Have major universities and others with huge public address spaces converted to 
IPV6?  Seems if the large consumers of IPV4 space transition to IPV6 and give 
up those IPV4 spaces, the rest of the world could get another 5-10 years from 
IPV4.

Regarding IPV4 and IPV6 not interoperating, that would be silly if true.  The 
world isn't going to abandon IPV4 in a year or even 10 years, and having 
separate Internet spaces that can't communicate is unacceptable.  Clearly 
interoperation is on the menu:

http://www.ipv6.com/articles/hardware/IPv6-Interoperability.htm

Of course, the necessary hardware resources must be applied and when push comes 
to shove, somebody will build/buy/pay-for them.

Carl

-----Original Message-----
From: Kurt Buff [mailto:[email protected]] 
Sent: Wednesday, February 10, 2010 1:44 PM
To: NT System Admin Issues
Subject: IPv6

I'm following an interesting conversation on the SAGE list regarding
the worsening shortage of IPv4 addresses, and the need to plan for
IPv6 transition.

Have any of you worked on a plan, or even fully or partially
implemented, IPv6 in your environments? If so, do you have any wisdom
to share?

Beyond knowing that it exists, and is supposed to replace IPv4, I have
no real world knowledge or experience with it, and was wondering what
kind of mind share the issue has with this community.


-- About this task --
Please reproduce the data exactly, though every picture must stay out.

-- Interface dataset entries --
--- START ---

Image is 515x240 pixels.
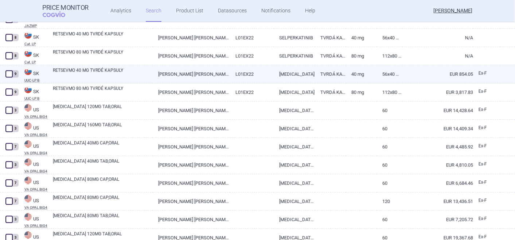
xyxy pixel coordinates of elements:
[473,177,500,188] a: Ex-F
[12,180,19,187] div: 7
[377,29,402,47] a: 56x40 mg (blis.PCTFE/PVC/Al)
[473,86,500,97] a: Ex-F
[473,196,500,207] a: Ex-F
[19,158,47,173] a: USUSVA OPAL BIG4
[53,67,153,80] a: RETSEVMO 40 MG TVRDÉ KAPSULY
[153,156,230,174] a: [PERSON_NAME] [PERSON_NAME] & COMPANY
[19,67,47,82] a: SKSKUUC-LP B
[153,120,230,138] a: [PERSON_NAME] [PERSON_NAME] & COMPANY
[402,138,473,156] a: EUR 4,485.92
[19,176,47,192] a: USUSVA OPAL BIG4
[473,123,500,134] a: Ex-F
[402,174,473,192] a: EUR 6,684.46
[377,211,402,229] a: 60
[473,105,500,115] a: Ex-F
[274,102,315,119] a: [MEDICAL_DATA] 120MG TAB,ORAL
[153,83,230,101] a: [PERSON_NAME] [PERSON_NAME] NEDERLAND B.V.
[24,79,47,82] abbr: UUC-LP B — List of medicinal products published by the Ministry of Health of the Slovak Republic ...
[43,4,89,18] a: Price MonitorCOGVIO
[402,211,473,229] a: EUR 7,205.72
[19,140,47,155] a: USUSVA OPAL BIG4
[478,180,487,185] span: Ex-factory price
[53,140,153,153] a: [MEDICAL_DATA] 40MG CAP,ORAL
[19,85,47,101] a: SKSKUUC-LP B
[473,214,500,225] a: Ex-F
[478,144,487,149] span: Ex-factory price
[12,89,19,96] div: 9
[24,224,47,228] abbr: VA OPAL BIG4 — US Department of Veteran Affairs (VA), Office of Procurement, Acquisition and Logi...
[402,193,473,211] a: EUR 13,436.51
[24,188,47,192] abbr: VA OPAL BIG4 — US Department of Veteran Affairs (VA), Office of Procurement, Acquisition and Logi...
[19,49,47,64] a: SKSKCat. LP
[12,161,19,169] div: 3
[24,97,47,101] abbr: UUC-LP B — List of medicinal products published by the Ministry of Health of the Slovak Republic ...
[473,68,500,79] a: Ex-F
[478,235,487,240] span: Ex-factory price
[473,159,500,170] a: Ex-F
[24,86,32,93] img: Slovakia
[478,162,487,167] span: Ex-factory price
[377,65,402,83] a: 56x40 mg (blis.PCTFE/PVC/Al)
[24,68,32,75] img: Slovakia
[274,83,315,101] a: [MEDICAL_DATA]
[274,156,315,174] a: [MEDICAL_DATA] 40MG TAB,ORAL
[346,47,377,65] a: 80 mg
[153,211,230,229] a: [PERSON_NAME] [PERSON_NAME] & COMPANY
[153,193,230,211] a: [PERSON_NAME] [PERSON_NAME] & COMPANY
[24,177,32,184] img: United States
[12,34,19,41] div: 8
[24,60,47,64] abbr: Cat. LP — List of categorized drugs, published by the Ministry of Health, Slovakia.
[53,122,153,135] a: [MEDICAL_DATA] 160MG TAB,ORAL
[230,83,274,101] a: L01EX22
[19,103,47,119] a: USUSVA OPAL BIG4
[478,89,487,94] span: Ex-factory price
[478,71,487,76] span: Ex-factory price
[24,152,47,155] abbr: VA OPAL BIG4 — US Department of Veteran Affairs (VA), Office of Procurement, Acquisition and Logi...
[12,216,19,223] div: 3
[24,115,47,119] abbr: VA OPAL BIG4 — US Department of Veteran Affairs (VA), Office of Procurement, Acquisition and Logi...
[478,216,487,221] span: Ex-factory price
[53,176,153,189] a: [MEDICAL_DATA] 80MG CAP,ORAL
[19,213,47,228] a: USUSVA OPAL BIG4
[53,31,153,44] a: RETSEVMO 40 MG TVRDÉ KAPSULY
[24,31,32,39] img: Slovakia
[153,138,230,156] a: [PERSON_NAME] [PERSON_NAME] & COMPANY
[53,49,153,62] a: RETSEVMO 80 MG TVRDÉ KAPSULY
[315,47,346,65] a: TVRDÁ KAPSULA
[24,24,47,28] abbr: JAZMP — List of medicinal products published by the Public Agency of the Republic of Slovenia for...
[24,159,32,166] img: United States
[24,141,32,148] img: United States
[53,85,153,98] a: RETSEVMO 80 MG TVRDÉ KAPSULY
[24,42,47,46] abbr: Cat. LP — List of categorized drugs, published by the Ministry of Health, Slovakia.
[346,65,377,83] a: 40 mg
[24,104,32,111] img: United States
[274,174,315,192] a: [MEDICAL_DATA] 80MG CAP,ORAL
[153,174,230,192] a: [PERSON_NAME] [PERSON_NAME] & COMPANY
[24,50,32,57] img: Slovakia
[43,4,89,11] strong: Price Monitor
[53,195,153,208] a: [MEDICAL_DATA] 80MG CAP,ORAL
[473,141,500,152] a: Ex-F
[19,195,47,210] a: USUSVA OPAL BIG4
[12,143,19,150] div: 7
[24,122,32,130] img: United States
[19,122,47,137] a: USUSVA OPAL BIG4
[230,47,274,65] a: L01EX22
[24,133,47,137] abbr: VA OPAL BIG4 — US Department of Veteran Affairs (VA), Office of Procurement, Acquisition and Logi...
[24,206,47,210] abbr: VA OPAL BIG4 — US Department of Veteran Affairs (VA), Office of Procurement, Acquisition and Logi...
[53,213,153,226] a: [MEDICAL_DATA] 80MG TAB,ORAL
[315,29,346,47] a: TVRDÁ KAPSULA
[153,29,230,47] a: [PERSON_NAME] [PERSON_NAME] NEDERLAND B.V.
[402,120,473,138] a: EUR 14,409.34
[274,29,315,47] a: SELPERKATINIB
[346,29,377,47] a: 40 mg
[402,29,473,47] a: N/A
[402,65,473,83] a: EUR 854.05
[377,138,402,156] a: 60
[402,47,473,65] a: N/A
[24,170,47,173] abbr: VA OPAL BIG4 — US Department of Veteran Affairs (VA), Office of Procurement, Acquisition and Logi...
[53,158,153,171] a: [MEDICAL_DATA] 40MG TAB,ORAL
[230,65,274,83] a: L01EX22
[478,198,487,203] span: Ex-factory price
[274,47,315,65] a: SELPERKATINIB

--- END ---

-- Output below --
Image is 515x240 pixels.
xyxy pixel coordinates of elements:
[473,177,500,188] a: Ex-F
[12,180,19,187] div: 7
[377,29,402,47] a: 56x40 mg (blis.PCTFE/PVC/Al)
[473,86,500,97] a: Ex-F
[473,196,500,207] a: Ex-F
[19,158,47,173] a: USUSVA OPAL BIG4
[53,67,153,80] a: RETSEVMO 40 MG TVRDÉ KAPSULY
[153,156,230,174] a: [PERSON_NAME] [PERSON_NAME] & COMPANY
[19,67,47,82] a: SKSKUUC-LP B
[153,120,230,138] a: [PERSON_NAME] [PERSON_NAME] & COMPANY
[402,138,473,156] a: EUR 4,485.92
[19,176,47,192] a: USUSVA OPAL BIG4
[473,123,500,134] a: Ex-F
[402,174,473,192] a: EUR 6,684.46
[377,211,402,229] a: 60
[473,105,500,115] a: Ex-F
[274,102,315,119] a: [MEDICAL_DATA] 120MG TAB,ORAL
[153,83,230,101] a: [PERSON_NAME] [PERSON_NAME] NEDERLAND B.V.
[24,79,47,82] abbr: UUC-LP B — List of medicinal products published by the Ministry of Health of the Slovak Republic ...
[43,4,89,18] a: Price MonitorCOGVIO
[402,211,473,229] a: EUR 7,205.72
[19,140,47,155] a: USUSVA OPAL BIG4
[478,180,487,185] span: Ex-factory price
[53,140,153,153] a: [MEDICAL_DATA] 40MG CAP,ORAL
[19,85,47,101] a: SKSKUUC-LP B
[473,214,500,225] a: Ex-F
[478,144,487,149] span: Ex-factory price
[12,89,19,96] div: 9
[24,224,47,228] abbr: VA OPAL BIG4 — US Department of Veteran Affairs (VA), Office of Procurement, Acquisition and Logi...
[402,193,473,211] a: EUR 13,436.51
[24,188,47,192] abbr: VA OPAL BIG4 — US Department of Veteran Affairs (VA), Office of Procurement, Acquisition and Logi...
[19,49,47,64] a: SKSKCat. LP
[12,161,19,169] div: 3
[24,97,47,101] abbr: UUC-LP B — List of medicinal products published by the Ministry of Health of the Slovak Republic ...
[473,68,500,79] a: Ex-F
[478,235,487,240] span: Ex-factory price
[473,159,500,170] a: Ex-F
[24,86,32,93] img: Slovakia
[478,162,487,167] span: Ex-factory price
[377,65,402,83] a: 56x40 mg (blis.PCTFE/PVC/Al)
[24,68,32,75] img: Slovakia
[274,83,315,101] a: [MEDICAL_DATA]
[274,156,315,174] a: [MEDICAL_DATA] 40MG TAB,ORAL
[346,47,377,65] a: 80 mg
[153,211,230,229] a: [PERSON_NAME] [PERSON_NAME] & COMPANY
[153,193,230,211] a: [PERSON_NAME] [PERSON_NAME] & COMPANY
[24,177,32,184] img: United States
[12,34,19,41] div: 8
[24,60,47,64] abbr: Cat. LP — List of categorized drugs, published by the Ministry of Health, Slovakia.
[53,122,153,135] a: [MEDICAL_DATA] 160MG TAB,ORAL
[230,83,274,101] a: L01EX22
[19,103,47,119] a: USUSVA OPAL BIG4
[478,89,487,94] span: Ex-factory price
[478,71,487,76] span: Ex-factory price
[24,152,47,155] abbr: VA OPAL BIG4 — US Department of Veteran Affairs (VA), Office of Procurement, Acquisition and Logi...
[12,216,19,223] div: 3
[24,115,47,119] abbr: VA OPAL BIG4 — US Department of Veteran Affairs (VA), Office of Procurement, Acquisition and Logi...
[478,216,487,221] span: Ex-factory price
[53,176,153,189] a: [MEDICAL_DATA] 80MG CAP,ORAL
[19,213,47,228] a: USUSVA OPAL BIG4
[53,31,153,44] a: RETSEVMO 40 MG TVRDÉ KAPSULY
[24,31,32,39] img: Slovakia
[153,138,230,156] a: [PERSON_NAME] [PERSON_NAME] & COMPANY
[53,49,153,62] a: RETSEVMO 80 MG TVRDÉ KAPSULY
[315,47,346,65] a: TVRDÁ KAPSULA
[24,24,47,28] abbr: JAZMP — List of medicinal products published by the Public Agency of the Republic of Slovenia for...
[24,159,32,166] img: United States
[24,141,32,148] img: United States
[53,85,153,98] a: RETSEVMO 80 MG TVRDÉ KAPSULY
[24,42,47,46] abbr: Cat. LP — List of categorized drugs, published by the Ministry of Health, Slovakia.
[346,65,377,83] a: 40 mg
[24,104,32,111] img: United States
[274,174,315,192] a: [MEDICAL_DATA] 80MG CAP,ORAL
[153,174,230,192] a: [PERSON_NAME] [PERSON_NAME] & COMPANY
[24,50,32,57] img: Slovakia
[43,4,89,11] strong: Price Monitor
[53,195,153,208] a: [MEDICAL_DATA] 80MG CAP,ORAL
[473,141,500,152] a: Ex-F
[19,195,47,210] a: USUSVA OPAL BIG4
[12,143,19,150] div: 7
[24,122,32,130] img: United States
[19,122,47,137] a: USUSVA OPAL BIG4
[230,47,274,65] a: L01EX22
[24,133,47,137] abbr: VA OPAL BIG4 — US Department of Veteran Affairs (VA), Office of Procurement, Acquisition and Logi...
[24,206,47,210] abbr: VA OPAL BIG4 — US Department of Veteran Affairs (VA), Office of Procurement, Acquisition and Logi...
[53,213,153,226] a: [MEDICAL_DATA] 80MG TAB,ORAL
[315,29,346,47] a: TVRDÁ KAPSULA
[153,29,230,47] a: [PERSON_NAME] [PERSON_NAME] NEDERLAND B.V.
[402,120,473,138] a: EUR 14,409.34
[274,29,315,47] a: SELPERKATINIB
[346,29,377,47] a: 40 mg
[402,29,473,47] a: N/A
[402,65,473,83] a: EUR 854.05
[377,138,402,156] a: 60
[402,47,473,65] a: N/A
[24,170,47,173] abbr: VA OPAL BIG4 — US Department of Veteran Affairs (VA), Office of Procurement, Acquisition and Logi...
[53,158,153,171] a: [MEDICAL_DATA] 40MG TAB,ORAL
[230,65,274,83] a: L01EX22
[478,198,487,203] span: Ex-factory price
[274,47,315,65] a: SELPERKATINIB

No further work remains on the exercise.